30 Days With the iPad: Day 17
My PC is not all business, so my examination of the iPad as a PC replacement shouldn’t be all business. For today’s installment of 30 Days With the iPad, I am going to take a quick look at using AirPlay.
I have three movies on my iPad that I have purchased from iTunes–Michael Jackson’s This Is It, Harry Potter and the Half-Blood Prince, and Star Trek. They all look splendid on the iPad 2, and with my Bluetooth speaker the sound quality is pretty good too. But, if I want to watch one of the movies with my family, sitting around the iPad is less than ideal.
Thankfully, the iPad has AirPlay and I have an Apple TV unit, so I can wirelessly stream the movie to the 42-inch LCD TV in the living room instead. Or, if I had an Apple TV unit connected to my stereo, I could just wirelessly stream music from my iPad to my speakers using AirPlay.
What I’d really like to see Apple do is embed AirPlay at a more core level of iOS. Right now, it works from the apps that are designed to use it, but not everything. I’d like to be able to activate AirPlay from iOS rather than specific apps, and have everything I do beamed to the display–just like mirroring via HDMI, but over AirPlay.
Apple is already a step ahead of me there, though. When iOS 5 comes out this fall it will add the AirPlay mirroring feature. So, once iOS 5 arrives, I will be able to literally show anything from my iPad on my TV using AirPlay without regard for whether or not the app itself supports the feature. Once AirPlay Mirroring is available, I could conceivably replace the Apple Digital AV Adapter with an Apple TV unit so I can just connect to my monitor via AirPlay.
AirPlay could have much broader application if Apple and technology manufacturers get on the same page. I have Apple TV connected to one TV in my house, and it works quite well for streaming content from the iPad to my TV using AirPlay. I could get more Apple TV units, but I would prefer if home entertainment (television, stereo, etc.) manufacturers got on board and built AirPlay right into the devices in the first place.
Automobile manufacturers and third-party automobile stereo and video vendors should be lining up to license the AirPlay technology. Forget about bringing along a catalog of DVDs for the kids to watch on long road trips, or having to plug your iPhone or iPad into an auxiliary audio input–just AirPlay everything.
If the drop down display in my minivan could AirPlay movies from the iPad, or my stereo could AirPlay music from my iPhone that would be awesome. If I was in the market for a new vehicle, I would actively seek out any that support AirPlay.
I am a fan of AirPlay. It provides the iPad with unique capabilities my notebook lacks, and it has great potential. Hopefully, Apple will continue to expand how and where it is used, and hopefully more third-party vendors will license it and expand the possibilities for using AirPlay.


# ACTION ITEM
In the material below, find the line containing "Give bounding boxes" and the line containing "List every element". Output those two lines and all lines between them exactly, without pictures.
· · · ·
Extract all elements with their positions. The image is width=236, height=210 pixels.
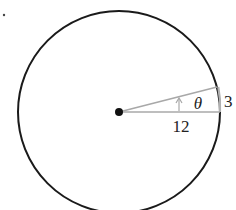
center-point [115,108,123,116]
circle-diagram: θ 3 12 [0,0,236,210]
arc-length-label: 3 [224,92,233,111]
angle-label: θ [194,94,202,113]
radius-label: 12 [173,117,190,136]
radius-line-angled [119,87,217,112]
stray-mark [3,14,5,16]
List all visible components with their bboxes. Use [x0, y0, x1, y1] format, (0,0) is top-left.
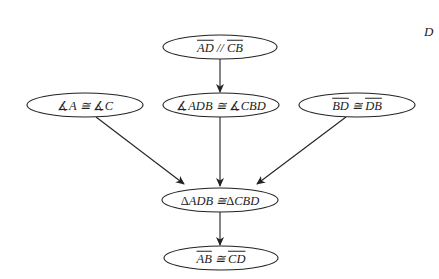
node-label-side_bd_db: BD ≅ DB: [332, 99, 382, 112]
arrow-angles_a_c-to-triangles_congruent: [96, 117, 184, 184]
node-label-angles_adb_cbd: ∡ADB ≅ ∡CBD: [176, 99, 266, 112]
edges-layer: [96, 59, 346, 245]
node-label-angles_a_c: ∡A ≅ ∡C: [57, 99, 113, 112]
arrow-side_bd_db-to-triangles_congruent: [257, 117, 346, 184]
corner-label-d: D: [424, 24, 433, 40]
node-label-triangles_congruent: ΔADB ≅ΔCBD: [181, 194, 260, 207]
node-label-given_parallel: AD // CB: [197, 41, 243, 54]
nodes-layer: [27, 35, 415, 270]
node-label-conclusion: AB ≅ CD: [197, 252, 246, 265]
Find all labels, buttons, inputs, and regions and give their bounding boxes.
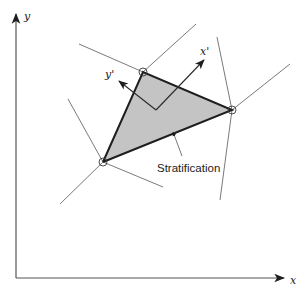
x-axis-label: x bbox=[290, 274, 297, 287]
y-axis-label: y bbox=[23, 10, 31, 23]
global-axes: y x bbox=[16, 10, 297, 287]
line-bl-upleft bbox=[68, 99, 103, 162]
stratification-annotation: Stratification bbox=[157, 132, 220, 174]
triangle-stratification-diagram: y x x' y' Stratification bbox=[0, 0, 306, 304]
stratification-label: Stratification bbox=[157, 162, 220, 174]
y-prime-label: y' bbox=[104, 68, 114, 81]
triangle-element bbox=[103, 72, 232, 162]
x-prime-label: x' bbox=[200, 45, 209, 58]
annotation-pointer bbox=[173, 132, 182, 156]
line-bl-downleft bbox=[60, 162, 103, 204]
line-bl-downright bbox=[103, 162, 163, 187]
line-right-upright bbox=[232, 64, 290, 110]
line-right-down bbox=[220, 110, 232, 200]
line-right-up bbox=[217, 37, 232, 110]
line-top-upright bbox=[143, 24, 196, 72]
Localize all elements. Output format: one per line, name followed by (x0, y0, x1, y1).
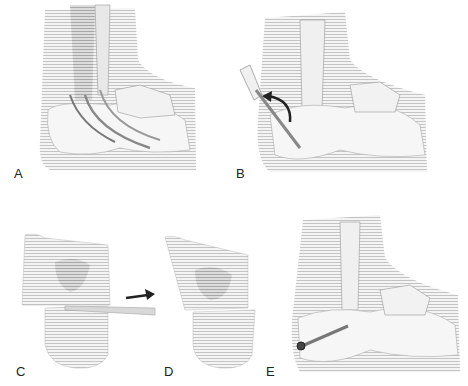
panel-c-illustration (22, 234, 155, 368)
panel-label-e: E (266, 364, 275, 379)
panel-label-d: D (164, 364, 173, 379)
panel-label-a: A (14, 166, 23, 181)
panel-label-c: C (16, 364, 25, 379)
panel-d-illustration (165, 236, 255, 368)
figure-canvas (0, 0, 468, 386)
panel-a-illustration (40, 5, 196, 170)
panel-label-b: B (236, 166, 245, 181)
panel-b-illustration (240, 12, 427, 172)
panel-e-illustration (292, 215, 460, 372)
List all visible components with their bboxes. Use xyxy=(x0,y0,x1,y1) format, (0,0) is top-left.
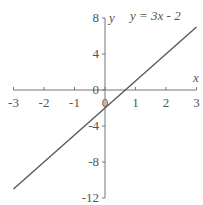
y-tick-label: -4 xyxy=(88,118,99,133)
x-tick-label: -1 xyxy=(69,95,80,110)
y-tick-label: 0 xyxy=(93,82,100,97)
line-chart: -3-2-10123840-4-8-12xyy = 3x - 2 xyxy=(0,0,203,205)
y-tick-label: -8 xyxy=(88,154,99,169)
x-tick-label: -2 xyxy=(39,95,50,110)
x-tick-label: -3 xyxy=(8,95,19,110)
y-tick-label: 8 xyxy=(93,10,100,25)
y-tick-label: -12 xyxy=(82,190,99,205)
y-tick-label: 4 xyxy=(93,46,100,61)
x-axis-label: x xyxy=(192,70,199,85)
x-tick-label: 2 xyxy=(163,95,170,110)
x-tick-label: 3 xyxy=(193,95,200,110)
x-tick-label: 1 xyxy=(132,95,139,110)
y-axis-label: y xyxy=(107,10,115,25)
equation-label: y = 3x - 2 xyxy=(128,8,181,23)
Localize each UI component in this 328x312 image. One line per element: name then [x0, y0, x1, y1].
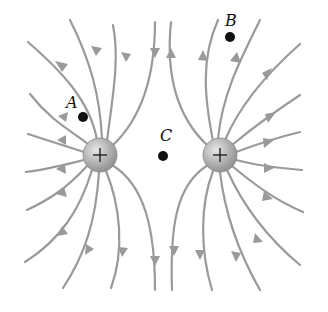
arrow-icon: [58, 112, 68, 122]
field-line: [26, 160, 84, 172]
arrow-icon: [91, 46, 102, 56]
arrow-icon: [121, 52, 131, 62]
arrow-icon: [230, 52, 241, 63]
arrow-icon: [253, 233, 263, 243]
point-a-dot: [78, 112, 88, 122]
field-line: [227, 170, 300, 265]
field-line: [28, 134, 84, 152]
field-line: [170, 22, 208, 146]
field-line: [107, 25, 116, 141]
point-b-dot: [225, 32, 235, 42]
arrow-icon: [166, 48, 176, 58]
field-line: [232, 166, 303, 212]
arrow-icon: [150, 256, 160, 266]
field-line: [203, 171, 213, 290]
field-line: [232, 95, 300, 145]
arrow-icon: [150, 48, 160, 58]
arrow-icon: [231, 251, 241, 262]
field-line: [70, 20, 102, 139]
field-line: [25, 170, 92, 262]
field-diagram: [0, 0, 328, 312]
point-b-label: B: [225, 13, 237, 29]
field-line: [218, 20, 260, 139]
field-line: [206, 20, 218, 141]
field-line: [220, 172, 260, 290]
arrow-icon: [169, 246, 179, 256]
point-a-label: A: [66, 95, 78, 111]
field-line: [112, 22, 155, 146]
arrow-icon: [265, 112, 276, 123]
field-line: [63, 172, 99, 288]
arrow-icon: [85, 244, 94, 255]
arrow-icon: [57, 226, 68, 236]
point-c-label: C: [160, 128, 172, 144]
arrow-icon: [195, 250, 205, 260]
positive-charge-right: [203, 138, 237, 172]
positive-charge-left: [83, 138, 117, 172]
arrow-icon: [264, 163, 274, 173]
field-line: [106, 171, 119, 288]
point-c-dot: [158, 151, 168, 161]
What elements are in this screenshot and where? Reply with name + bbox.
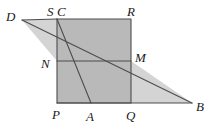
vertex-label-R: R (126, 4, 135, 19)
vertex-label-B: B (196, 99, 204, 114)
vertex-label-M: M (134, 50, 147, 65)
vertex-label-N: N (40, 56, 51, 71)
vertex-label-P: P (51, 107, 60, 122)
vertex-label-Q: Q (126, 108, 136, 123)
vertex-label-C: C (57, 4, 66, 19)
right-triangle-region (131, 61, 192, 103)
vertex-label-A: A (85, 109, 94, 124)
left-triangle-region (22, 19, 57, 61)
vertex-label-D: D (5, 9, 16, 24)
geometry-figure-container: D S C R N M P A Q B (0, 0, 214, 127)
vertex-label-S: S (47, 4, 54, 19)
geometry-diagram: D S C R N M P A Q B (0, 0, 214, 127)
· · · ·
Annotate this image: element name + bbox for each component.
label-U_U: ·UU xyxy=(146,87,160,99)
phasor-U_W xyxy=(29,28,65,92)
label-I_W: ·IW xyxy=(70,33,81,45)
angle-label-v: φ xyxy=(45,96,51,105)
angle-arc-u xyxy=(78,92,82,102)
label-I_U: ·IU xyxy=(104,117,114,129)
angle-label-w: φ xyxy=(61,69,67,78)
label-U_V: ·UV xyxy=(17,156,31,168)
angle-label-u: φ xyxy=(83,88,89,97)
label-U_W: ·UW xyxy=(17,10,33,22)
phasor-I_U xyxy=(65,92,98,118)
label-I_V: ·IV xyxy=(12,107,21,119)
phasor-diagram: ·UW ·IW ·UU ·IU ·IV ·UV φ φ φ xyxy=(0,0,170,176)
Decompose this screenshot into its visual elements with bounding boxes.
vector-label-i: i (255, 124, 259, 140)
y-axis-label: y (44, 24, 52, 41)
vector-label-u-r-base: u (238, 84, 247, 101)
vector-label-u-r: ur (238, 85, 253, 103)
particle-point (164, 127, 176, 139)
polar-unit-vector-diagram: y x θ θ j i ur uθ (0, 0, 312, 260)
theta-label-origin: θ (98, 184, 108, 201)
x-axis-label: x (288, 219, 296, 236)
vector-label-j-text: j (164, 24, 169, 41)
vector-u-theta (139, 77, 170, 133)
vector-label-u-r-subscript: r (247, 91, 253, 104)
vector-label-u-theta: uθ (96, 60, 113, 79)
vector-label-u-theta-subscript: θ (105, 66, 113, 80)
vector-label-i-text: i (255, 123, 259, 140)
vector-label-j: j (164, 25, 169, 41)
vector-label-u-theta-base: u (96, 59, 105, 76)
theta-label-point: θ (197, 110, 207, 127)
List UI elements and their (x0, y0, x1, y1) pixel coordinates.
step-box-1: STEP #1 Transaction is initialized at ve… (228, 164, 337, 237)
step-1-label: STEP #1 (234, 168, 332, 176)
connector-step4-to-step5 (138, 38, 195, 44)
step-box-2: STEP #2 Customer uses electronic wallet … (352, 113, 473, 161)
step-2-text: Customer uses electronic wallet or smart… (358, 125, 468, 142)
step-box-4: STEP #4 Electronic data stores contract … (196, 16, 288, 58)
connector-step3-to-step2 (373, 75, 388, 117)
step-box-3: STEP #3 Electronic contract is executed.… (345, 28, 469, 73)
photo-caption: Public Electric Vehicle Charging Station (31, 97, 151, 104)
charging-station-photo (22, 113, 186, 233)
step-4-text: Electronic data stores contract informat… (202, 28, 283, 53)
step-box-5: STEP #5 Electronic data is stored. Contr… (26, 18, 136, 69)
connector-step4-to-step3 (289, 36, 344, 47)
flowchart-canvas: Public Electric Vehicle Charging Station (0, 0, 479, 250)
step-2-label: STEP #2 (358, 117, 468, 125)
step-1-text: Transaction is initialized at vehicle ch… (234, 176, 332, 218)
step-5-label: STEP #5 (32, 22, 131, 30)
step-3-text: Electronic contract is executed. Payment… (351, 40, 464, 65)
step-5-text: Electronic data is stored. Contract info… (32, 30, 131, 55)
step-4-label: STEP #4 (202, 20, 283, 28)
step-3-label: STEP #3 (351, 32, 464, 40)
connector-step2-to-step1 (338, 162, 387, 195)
· · · ·
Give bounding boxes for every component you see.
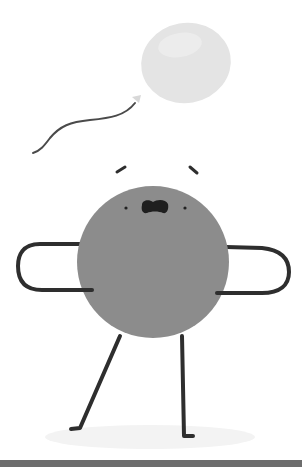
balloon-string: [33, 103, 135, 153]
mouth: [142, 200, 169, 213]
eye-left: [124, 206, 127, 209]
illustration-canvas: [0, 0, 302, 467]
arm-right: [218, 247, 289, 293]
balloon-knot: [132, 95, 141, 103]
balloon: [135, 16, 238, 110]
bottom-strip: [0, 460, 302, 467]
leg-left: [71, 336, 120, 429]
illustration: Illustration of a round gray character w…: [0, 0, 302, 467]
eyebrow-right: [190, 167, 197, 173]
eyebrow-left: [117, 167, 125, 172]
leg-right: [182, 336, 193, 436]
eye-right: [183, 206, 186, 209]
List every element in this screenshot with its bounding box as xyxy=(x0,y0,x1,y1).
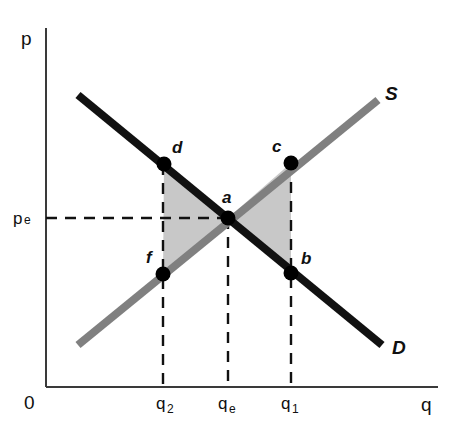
· · · ·
# TASK SOLUTION
Give bounding boxes for every component you see.
balloon-string: [33, 103, 135, 153]
mouth: [142, 200, 169, 213]
eye-left: [124, 206, 127, 209]
illustration-canvas: [0, 0, 302, 467]
arm-right: [218, 247, 289, 293]
balloon-knot: [132, 95, 141, 103]
balloon: [135, 16, 238, 110]
bottom-strip: [0, 460, 302, 467]
leg-left: [71, 336, 120, 429]
illustration: Illustration of a round gray character w…: [0, 0, 302, 467]
eyebrow-right: [190, 167, 197, 173]
eyebrow-left: [117, 167, 125, 172]
leg-right: [182, 336, 193, 436]
eye-right: [183, 206, 186, 209]
List every element in this screenshot with its bounding box as xyxy=(x0,y0,x1,y1).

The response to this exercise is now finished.